Turning movement into measurable insight: New 5-0-5 Test analysis module
Our new analysis module transforms simple smartphone videos into detailed biomechanics and objective movement metrics — automatically.
A sharp 180° change of direction — sprint, stop, pivot, and re-accelerate — is a demanding action in sport. It exposes how efficiently an athlete can brake, stabilize, and redirect force. It also reveals asymmetries and control deficits that often go unseen in standard testing.
Why focus on the 5-0-5 test
The 5-0-5 test isolates key elements of change-of-direction performance:
High-intensity braking on the final steps before the change of direction.
Explosive concentric drive on exit.
Proper knee, hip, and trunk alignment to absorb and redirect force efficiently.
These components make the 5-0-5 test ideal for assessing:
Agility and coordination under maximal load.
Return-to-sport readiness, where asymmetries often persist beyond other tests.
Technique optimization, highlighting inefficiencies that limit speed or stability.
Overall, the test allows quantifying how effectively an athlete decelerates, turns, and re-accelerates — and whether that strategy is both safe and efficient.
What the module does
Detailed joint-level biomechanicsfrom video: Tracks knee flexion and dynamic knee valgus angles, hip and trunk angles, center of mass trajectory, and turning posture.
Fully automated event detection and metrics extraction: Identifies key events and extracts important metrics linked to injury prevention and performance.
Instant reporting and dashboards: Produces joint level time-series comparisons, progress tracking, all embedded in our web app and PDF reports.
Lab-grade accuracy: Works with standard high-speed video (iPhones can record up to 240 Hz) and applies biomechanical constraints for reliable data.
Whole-body kinematics of a 180° change of direction, reconstructed from 2–3 videos (example uses 3)
What you get with this module
Each analysis breaks down the 5-0-5 sequence into its key phases and extracts metrics that matter for both performance and return-to-sport decisions:
5-0-5 duration: Reports the time between crossings of the 5 m line.
5-0 / 0-5 ratio: Evaluates deceleration versus re-acceleration efficiency, a balanced ratio reflects coordinated braking and propulsion.
Peak forward velocity: Gives the subject's top speed before cutting.
Percentage braking during contact: Represents how much kinetic energy is absorbed during the turn. Too much increases joint loads, too little suggests early braking and lost efficiency.
Peak knee flexion: Measures how effectively the athlete absorbs load and stores elastic energy for re-acceleration, a balanced value optimizes shock absorption with force generation.
Peak dynamic knee valgus: Quantifies how well the athlete controls knee motion under load, a large value might increase injury risk.
Foot placement vs. center of mass: Assesses how far the foot lands ahead of the body, a balanced placement supports efficient turning and reduces impact stress.
Trunk lean and torso heading: Captures how the upper body aligns with the travel direction, critical for reducing joint loads and optimizing transition speed.
All results are displayed through interactive charts and reports, using a traffic-light color system to highlight normal, near-normal, or atypical values based on normative data and individual body dimensions, enabling meaningful comparisons across athletes and sessions.
How to embed in your workflow
For medical staff: Support return-to-sport decisions with whole-body movement data. Identify compensations, residual asymmetries, and sub-optimal change-of-direction control that may not appear in other tests.
For performance coaches: Complement stopwatch times with detailed movement information. Assess how efficiently athletes change direction, identify technique flaws, and track changes over time.
For athletes: Access objective, visual feedback on movement efficiency and control to guide safer, more informed development.
Practical workflow
Capture: Record the test with 2-3 smartphones at 120–240 Hz.
Analyze: Within minutes, the system reconstructs 3D motion, detects events, computes metrics, and generates a report.
Interpret and track: Compare sessions, monitor progress or fatigue patterns, and export results as CSV or PDF.
Bringing lab-grade insight to daily practice
The automated 5-0-5 analysis module helps translate biomechanical assessment from the lab to the field. It combines high-precision kinematics, automated event detection, and clear visual reporting to support clinicians and performance staff with detailed movement information. Whether you’re monitoring rehabilitation, movement quality, or agility performance, this module provides objective data to inform your decisions.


# WHAT THE TASK ASKS
What's wanted is each entry repeated verbatim, minus its images.

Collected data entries

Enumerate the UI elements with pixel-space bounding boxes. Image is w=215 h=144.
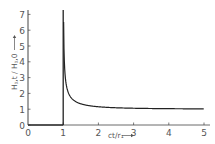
y-tick-label: 7 (19, 10, 25, 20)
y-tick-label: 6 (19, 26, 25, 36)
x-axis-label-text: ct/r₁ (108, 131, 124, 140)
series-decay-curve (64, 22, 204, 109)
x-tick-label: 0 (25, 128, 31, 138)
y-tick-label: 1 (19, 105, 25, 115)
y-tick-label: 2 (19, 89, 25, 99)
x-tick-label: 2 (96, 128, 102, 138)
y-axis-label-text: Hᵪ,t / Hᵪ,0 (10, 53, 19, 90)
y-tick-label: 4 (19, 57, 25, 67)
x-tick-label: 4 (166, 128, 172, 138)
x-tick-label: 5 (201, 128, 207, 138)
data-series (28, 10, 204, 125)
x-tick-label: 1 (60, 128, 66, 138)
y-ticks: 01234567 (19, 10, 30, 131)
y-tick-label: 5 (19, 42, 25, 52)
chart: 01234567 012345 Hᵪ,t / Hᵪ,0 ct/r₁ (0, 0, 215, 144)
y-tick-label: 3 (19, 73, 25, 83)
y-axis-label: Hᵪ,t / Hᵪ,0 (10, 35, 19, 90)
axes: 01234567 012345 (19, 10, 210, 138)
y-axis-arrowhead-icon (13, 35, 16, 38)
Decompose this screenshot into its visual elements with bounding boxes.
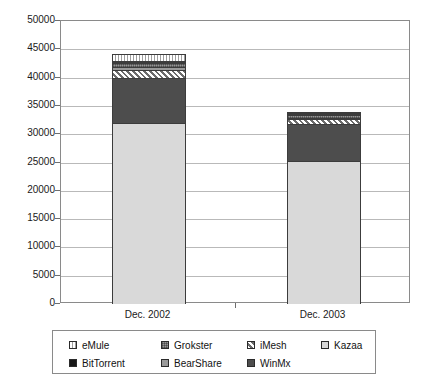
legend-swatch-bittorrent — [69, 359, 77, 367]
x-axis-tick — [235, 303, 236, 308]
y-axis-tick — [55, 303, 60, 304]
bar-segment-bittorrent — [287, 114, 361, 115]
y-axis-tick-label: 5000 — [3, 270, 55, 280]
bar-segment-winmx — [112, 78, 186, 123]
x-axis-tick-label: Dec. 2002 — [98, 309, 198, 321]
legend-label: Kazaa — [334, 340, 362, 351]
y-axis-tick-label: 30000 — [3, 128, 55, 138]
legend-label: Grokster — [174, 340, 212, 351]
bar-segment-winmx — [287, 124, 361, 161]
legend-item-grokster[interactable]: Grokster — [161, 340, 212, 351]
bar-2 — [287, 21, 361, 304]
legend-label: BearShare — [174, 358, 222, 369]
y-axis-tick-label: 45000 — [3, 43, 55, 53]
y-axis-tick-label: 25000 — [3, 157, 55, 167]
legend-swatch-grokster — [161, 341, 169, 349]
y-axis-tick-label: 10000 — [3, 241, 55, 251]
bar-1 — [112, 21, 186, 304]
legend-item-bittorrent[interactable]: BitTorrent — [69, 358, 125, 369]
bar-segment-kazaa — [112, 123, 186, 304]
chart-legend: eMuleGroksteriMeshKazaa BitTorrentBearSh… — [52, 330, 376, 374]
y-axis-tick-label: 50000 — [3, 15, 55, 25]
legend-swatch-kazaa — [321, 341, 329, 349]
y-axis-tick-label: 20000 — [3, 185, 55, 195]
bar-segment-bearshare — [112, 67, 186, 70]
legend-swatch-winmx — [247, 359, 255, 367]
stacked-bar-chart: 0500010000150002000025000300003500040000… — [0, 0, 425, 384]
y-axis-tick-label: 15000 — [3, 213, 55, 223]
legend-swatch-emule — [69, 341, 77, 349]
legend-item-bearshare[interactable]: BearShare — [161, 358, 222, 369]
bar-segment-bearshare — [287, 118, 361, 120]
bar-segment-bittorrent — [112, 62, 186, 63]
legend-label: eMule — [82, 340, 109, 351]
y-axis-tick-label: 0 — [3, 298, 55, 308]
x-axis-tick-label: Dec. 2003 — [273, 309, 373, 321]
bar-segment-imesh — [112, 70, 186, 78]
legend-label: BitTorrent — [82, 358, 125, 369]
bar-segment-kazaa — [287, 161, 361, 304]
legend-label: WinMx — [260, 358, 291, 369]
legend-swatch-imesh — [247, 341, 255, 349]
bar-segment-emule — [112, 54, 186, 62]
legend-item-kazaa[interactable]: Kazaa — [321, 340, 362, 351]
legend-row-1: eMuleGroksteriMeshKazaa — [61, 336, 369, 354]
bar-segment-imesh — [287, 119, 361, 124]
bar-segment-grokster — [287, 115, 361, 118]
plot-area — [60, 20, 410, 303]
legend-item-emule[interactable]: eMule — [69, 340, 109, 351]
legend-swatch-bearshare — [161, 359, 169, 367]
legend-label: iMesh — [260, 340, 287, 351]
y-axis-tick-label: 35000 — [3, 100, 55, 110]
bar-segment-grokster — [112, 63, 186, 67]
legend-item-winmx[interactable]: WinMx — [247, 358, 291, 369]
legend-row-2: BitTorrentBearShareWinMx — [61, 354, 369, 372]
legend-item-imesh[interactable]: iMesh — [247, 340, 287, 351]
bar-segment-emule — [287, 112, 361, 114]
y-axis-tick-label: 40000 — [3, 72, 55, 82]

# SOLUTION BELOW
Enumerate the UI elements with pixel-space bounding boxes. Image is w=215 h=144.
y-tick-label: 7 (19, 10, 25, 20)
y-tick-label: 6 (19, 26, 25, 36)
x-axis-label-text: ct/r₁ (108, 131, 124, 140)
series-decay-curve (64, 22, 204, 109)
x-tick-label: 0 (25, 128, 31, 138)
y-tick-label: 1 (19, 105, 25, 115)
y-tick-label: 2 (19, 89, 25, 99)
x-tick-label: 2 (96, 128, 102, 138)
y-axis-label-text: Hᵪ,t / Hᵪ,0 (10, 53, 19, 90)
y-tick-label: 4 (19, 57, 25, 67)
x-tick-label: 4 (166, 128, 172, 138)
x-tick-label: 5 (201, 128, 207, 138)
data-series (28, 10, 204, 125)
x-tick-label: 1 (60, 128, 66, 138)
y-ticks: 01234567 (19, 10, 30, 131)
y-tick-label: 5 (19, 42, 25, 52)
chart: 01234567 012345 Hᵪ,t / Hᵪ,0 ct/r₁ (0, 0, 215, 144)
y-tick-label: 3 (19, 73, 25, 83)
y-axis-label: Hᵪ,t / Hᵪ,0 (10, 35, 19, 90)
axes: 01234567 012345 (19, 10, 210, 138)
y-axis-arrowhead-icon (13, 35, 16, 38)
Decompose this screenshot into its visual elements with bounding boxes.
legend-swatch-bittorrent — [69, 359, 77, 367]
x-axis-tick — [235, 303, 236, 308]
y-axis-tick — [55, 303, 60, 304]
bar-segment-bittorrent — [287, 114, 361, 115]
y-axis-tick-label: 5000 — [3, 270, 55, 280]
bar-segment-winmx — [112, 78, 186, 123]
x-axis-tick-label: Dec. 2002 — [98, 309, 198, 321]
legend-label: Kazaa — [334, 340, 362, 351]
y-axis-tick-label: 30000 — [3, 128, 55, 138]
legend-label: Grokster — [174, 340, 212, 351]
bar-segment-winmx — [287, 124, 361, 161]
legend-item-grokster[interactable]: Grokster — [161, 340, 212, 351]
bar-2 — [287, 21, 361, 304]
legend-label: BearShare — [174, 358, 222, 369]
y-axis-tick-label: 45000 — [3, 43, 55, 53]
y-axis-tick-label: 25000 — [3, 157, 55, 167]
legend-swatch-grokster — [161, 341, 169, 349]
y-axis-tick-label: 10000 — [3, 241, 55, 251]
bar-1 — [112, 21, 186, 304]
legend-item-bittorrent[interactable]: BitTorrent — [69, 358, 125, 369]
bar-segment-kazaa — [112, 123, 186, 304]
chart-legend: eMuleGroksteriMeshKazaa BitTorrentBearSh… — [52, 330, 376, 374]
y-axis-tick-label: 50000 — [3, 15, 55, 25]
legend-swatch-kazaa — [321, 341, 329, 349]
y-axis-tick-label: 20000 — [3, 185, 55, 195]
bar-segment-bearshare — [112, 67, 186, 70]
legend-swatch-winmx — [247, 359, 255, 367]
stacked-bar-chart: 0500010000150002000025000300003500040000… — [0, 0, 425, 384]
y-axis-tick-label: 15000 — [3, 213, 55, 223]
legend-swatch-emule — [69, 341, 77, 349]
legend-item-bearshare[interactable]: BearShare — [161, 358, 222, 369]
bar-segment-bearshare — [287, 118, 361, 120]
bar-segment-bittorrent — [112, 62, 186, 63]
legend-label: eMule — [82, 340, 109, 351]
y-axis-tick-label: 0 — [3, 298, 55, 308]
x-axis-tick-label: Dec. 2003 — [273, 309, 373, 321]
bar-segment-imesh — [112, 70, 186, 78]
legend-label: BitTorrent — [82, 358, 125, 369]
bar-segment-kazaa — [287, 161, 361, 304]
legend-label: WinMx — [260, 358, 291, 369]
legend-swatch-imesh — [247, 341, 255, 349]
bar-segment-emule — [112, 54, 186, 62]
legend-item-kazaa[interactable]: Kazaa — [321, 340, 362, 351]
legend-row-1: eMuleGroksteriMeshKazaa — [61, 336, 369, 354]
bar-segment-imesh — [287, 119, 361, 124]
bar-segment-grokster — [287, 115, 361, 118]
plot-area — [60, 20, 410, 303]
legend-item-emule[interactable]: eMule — [69, 340, 109, 351]
legend-swatch-bearshare — [161, 359, 169, 367]
legend-label: iMesh — [260, 340, 287, 351]
y-axis-tick-label: 35000 — [3, 100, 55, 110]
bar-segment-grokster — [112, 63, 186, 67]
legend-item-winmx[interactable]: WinMx — [247, 358, 291, 369]
legend-row-2: BitTorrentBearShareWinMx — [61, 354, 369, 372]
legend-item-imesh[interactable]: iMesh — [247, 340, 287, 351]
bar-segment-emule — [287, 112, 361, 114]
y-axis-tick-label: 40000 — [3, 72, 55, 82]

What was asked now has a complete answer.